Anyway, i'm curious how do you display image from binary data in model. I think it would be simpler to create some controller action that would return binary data so you could use URL of that action in src attribute of img tag, or store images as files and use their URL instead of binary data.

Mapping individual buttons on ASP.NET MVC View to controller actions

I have an application where I need the user to be able to update or delete rows of data from the database. The rows are displayed to the user using a foreach loop in the .aspx file of my view. Each row will have two text fields (txtName, txtDesc), an update button, and a delete button. What I'm not sure of, is how do I have the update button send the message to the controller for which row to update? I can see a couple way of doing this:
Put each row within it's own form tag, then when the update button is clicked, it will submit the values for that row only (there will also be a hidden field with the rowId) and the controller class would take all the post values as parameters to the Update method on the controller.
Somehow, have the button be scripted in a way to send back only the values for that row with a POST to the controller.
Is there a way of doing this? One thing I am concerned about is if each row has different names for it's controls assigned by ASP.NET (txtName1, txtDesc1, txtName2, txtDesc2), then how will their values get mapped to the correct parameters of the Controller method?
You can use multiple forms, and set the action on the form to be like this:
<form method="post" action="/YourController/YourAction/<%=rowId%>">
So you will have YourController/YourAction/1, YourController/YourAction/2 and so on.
There is no need to give different names to the different textboxes, just call them txtName, txtDesc etc (or even better, get rid of those txt prefixes). Since they are in different forms, they won't mix up.
Then on the action you do something like
public ActionResult YourAction(int id, string username, string description)
Where username, description are the same names that you used on the form controls (so they are mapped automatically). The id parameter will be automatically mapped to the number you put on the form action.
You can also have multiple "valid-named" buttons on the form like:
<input type="submit" value="Save" name="btnSave" id="btnSave"/>
<input type="submit" value="Delete" name="btnDelete" id="btnDelete" /
and than check to see what submit you have received. There can be only one submit action sent per form, so it is like all the other submit buttons did not actually existed in the first place:
if ( HttpContext.Request.Form["btnDelete"] != null ) {
//Delete stuff
} elseif ( HttpContext.Request.Form["btnSave"] != null ) {
//Update stuff
}
I also think that you can implement a custom ActionMethodSelectorAttribute like here http://weblogs.asp.net/dfindley/archive/2009/05/31/asp-net-mvc-multiple-buttons-in-the-same-form.aspx (also listed above) to have cleaner separated code.
As rodbv said you want to use seperate <form> elements.
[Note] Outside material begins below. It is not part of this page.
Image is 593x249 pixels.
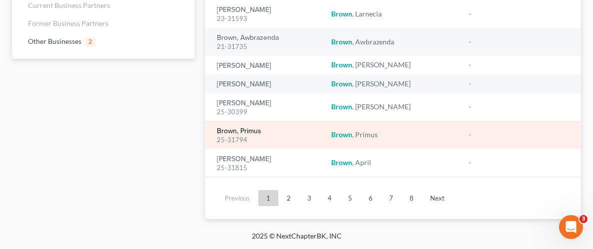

When you are using Asp.Net MVC or classic html (php, classic asp, etc) you have to forget the Asp.Net way of handling button presses. When a form is posted back to the webserver all the server knows about is simply "the form was sent, and contained the following input elements".
Asp.net (standard) adds a wrapper round many of the standard html postback actions using javascript (the __doPostback javascript function is used almost everywhere) and this adds information about which input element of the form caused the postback and delivers it to the server in a hidden form variable. You could mimic this behavior if you really so desired, but I would recomend against it.
It may seem strange 'littering' a page with many <form>'s, however it will mean that the postback to the server will be lighter weight and should make everything run that little bit faster for the user.